What to Expect in Hospice Care in 2018

Hospice care providers are in store for some big changes in 2018, including increasing quality reporting requirements and more data revelations on Hospice Compare.

With ongoing shifts across the health care continuum, hospice providers need to be up to date on their data reporting requirements—and understand how their actions today can influence the rule making of tomorrow, according to Theresa Forster, vice president for hospice policy & programs at the National Association for Home Care & Hospice (NAHC), who spoke at the associations’s annual conference in Long Beach, California, last week.

Here’s what hospices can expect in 2018 and beyond:

Advertisement

Payment rate updates

For the fiscal year 2018, hospices were granted a 1% increase in payment rates from the Centers for Medicare & Medicaid Services (CMS). While hospice has seen small increases in payment rates over the last few years, the industry has also been tasked with doing increasingly more reporting.

For example, CMS introduced Hospice Compare in August 2017, giving consumers the chance to see how hospices rank based on the Hospice Quality Reporting Program (HQRP), which reports quality measures related to care.

Advertisement

At the same time, hospice payment have been subjected to rebasing and the “ubiquitous sequester” cuts, which are in effect until 2025, according to Forster.

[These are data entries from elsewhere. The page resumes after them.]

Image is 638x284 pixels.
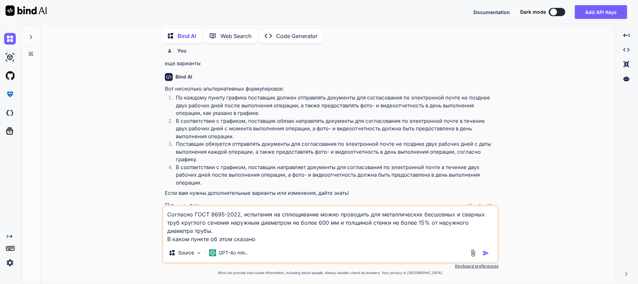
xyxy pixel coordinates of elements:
textarea: Согласно ГОСТ 8695-2022, испытания на сплющивание можно проводить для металлических бесшовных и с... [163,206,498,243]
h6: Bind AI [175,73,192,80]
span: Documentation [474,9,510,15]
p: В соответствии с графиком, поставщик обязан направлять документы для согласования по электронной ... [176,117,497,141]
p: еще варианты [165,60,497,68]
p: По каждому пункту графика поставщик должен отправлять документы для согласования по электронной п... [176,94,497,117]
img: premium [4,89,16,100]
img: chat [4,33,16,45]
p: Bind AI [178,32,196,40]
img: dislike [486,204,492,209]
p: Code Generator [276,32,318,40]
p: Source [178,250,194,257]
p: Bind can provide inaccurate information, including about people. Always double-check its answers.... [162,271,499,276]
img: copy [467,204,472,209]
img: icon [482,250,489,257]
button: Add API Keys [575,5,627,19]
p: Open in Editor [171,203,203,210]
p: Вот несколько альтернативных формулировок: [165,85,497,93]
img: attachment [469,249,477,257]
img: GPT-4o mini [209,250,216,257]
img: darkCloudIdeIcon [4,107,16,119]
p: GPT-4o min.. [219,250,248,257]
img: Pick Models [196,250,202,256]
img: ai-studio [4,52,16,63]
img: settings [4,257,16,269]
h6: You [177,47,186,54]
img: like [477,204,482,209]
button: Documentation [474,9,510,16]
span: Dark mode [520,9,546,15]
p: Web Search [220,32,252,40]
img: Bind AI [5,5,47,16]
p: Keyboard preferences [162,264,499,269]
p: Если вам нужны дополнительные варианты или изменения, дайте знать! [165,190,497,197]
p: Поставщик обязуется отправлять документы для согласования по электронной почте не позднее двух ра... [176,140,497,164]
img: githubLight [4,70,16,82]
p: В соответствии с графиком, поставщик направляет документы для согласования по электронной почте в... [176,164,497,187]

As hospices are faced with more requirements when it comes to data, providers will have to be particularly stringent in their reporting and data collection, according to Forster. Further down the road, cost reporting data will likely be analyzed for potential revisions of payment rates, as well as future rulemaking, she said.

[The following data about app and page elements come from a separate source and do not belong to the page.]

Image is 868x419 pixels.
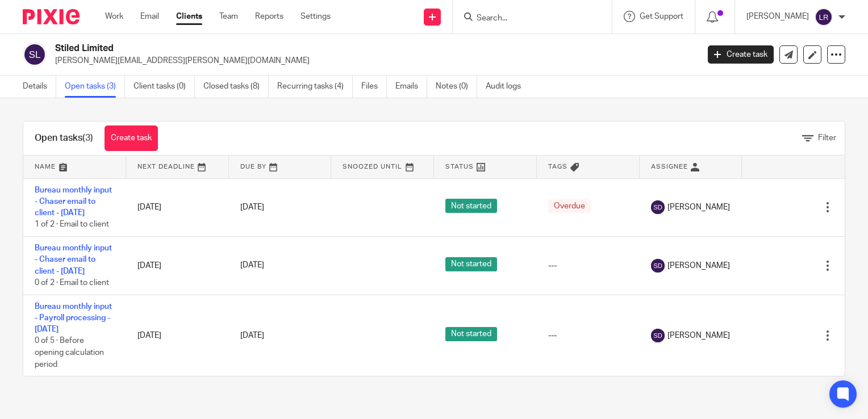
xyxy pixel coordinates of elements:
img: svg%3E [23,43,47,66]
span: 1 of 2 · Email to client [35,221,109,229]
a: Bureau monthly input - Chaser email to client - [DATE] [35,186,112,218]
span: Not started [446,327,497,341]
span: [PERSON_NAME] [667,260,730,271]
img: svg%3E [814,8,833,26]
a: Recurring tasks (4) [277,76,353,98]
span: [DATE] [240,332,264,339]
a: Audit logs [485,76,529,98]
a: Files [361,76,387,98]
a: Closed tasks (8) [203,76,268,98]
span: Get Support [639,13,683,20]
a: Bureau monthly input - Chaser email to client - [DATE] [35,244,112,275]
img: svg%3E [651,329,664,342]
span: Status [446,163,474,170]
span: Filter [818,134,836,142]
p: [PERSON_NAME] [746,11,809,22]
span: (3) [83,133,93,143]
span: Snoozed Until [342,163,402,170]
a: Reports [255,11,283,22]
span: Not started [446,199,497,213]
img: Pixie [23,9,80,24]
img: svg%3E [651,200,664,214]
span: 0 of 5 · Before opening calculation period [35,338,104,369]
span: [PERSON_NAME] [667,201,730,213]
img: svg%3E [651,259,664,272]
div: --- [548,330,628,341]
td: [DATE] [126,237,229,295]
a: Create task [104,125,158,151]
a: Team [219,11,238,22]
span: Not started [446,257,497,271]
a: Client tasks (0) [133,76,195,98]
span: [DATE] [240,262,264,270]
span: [PERSON_NAME] [667,330,730,341]
a: Clients [176,11,202,22]
a: Emails [395,76,427,98]
span: Tags [548,163,567,170]
input: Search [476,14,578,24]
span: [DATE] [240,203,264,211]
a: Email [140,11,159,22]
td: [DATE] [126,295,229,376]
a: Settings [301,11,331,22]
span: 0 of 2 · Email to client [35,279,109,287]
a: Bureau monthly input - Payroll processing - [DATE] [35,303,112,334]
a: Details [23,76,56,98]
span: Overdue [548,199,590,213]
a: Notes (0) [436,76,477,98]
a: Work [105,11,124,22]
h1: Open tasks [35,132,93,144]
td: [DATE] [126,178,229,237]
a: Create task [708,46,773,63]
p: [PERSON_NAME][EMAIL_ADDRESS][PERSON_NAME][DOMAIN_NAME] [55,55,691,66]
div: --- [548,260,628,271]
a: Open tasks (3) [65,76,125,98]
h2: Stiled Limited [55,43,563,54]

As such, when it comes to cost reporting, it is “extremely important it is done accurately,” Forster said. “CMS will be looking at [costs] relative to future payment changes.”

The Medicare Payment Advisory Commission (MedPAC), the federal body that advises Congress on health care spending, will also be looking for ways to reduce spending through payment updates in the future and paying attention to new cost reporting data, she said.

The wrong recalibration of payment rates poses a “serious risk” to providers and can result in money lost to hospice care overall in some instances, Forster said.

HCAHPS and Quality Reporting

Hospices will also soon see their scores from the Consumer Assessment of Healthcare Providers & Systems (CAHPS) Hospice survey, which will be displayed with quarterly updates starting in 2018. Home health providers similarly have their CAHPS scores displayed for consumers to see.

Looking ahead, some quality measures for HCAHPS are likely to shift as more providers participate and CMS analyzes feedback. Currently, the CAHPS survey includes several composite and global measures: hospice team communication; getting timely care; treating family members with respect; getting emotional and religious support; getting help for symptoms; getting hospice care training; rating of the hospice; and willingness to recommend.

CMS is also considering adding a measure with the concept of priority areas as part of the Hospice Quality Reporting Program (HQRP), including potential avoidable hospice care transitions and access to levels of hospice care, Forster said.

Furthermore, CMS is working on an assessment tool to transcribe Hospice Item Set (HIS) quality measures from the clinical record into HIS discharge, according to Forster. The tool, Hospice Evaluation & Assessment Reporting Tool (HEART), would be used for admission, discharge and at other intervals, though it is likely still years away from being introduced.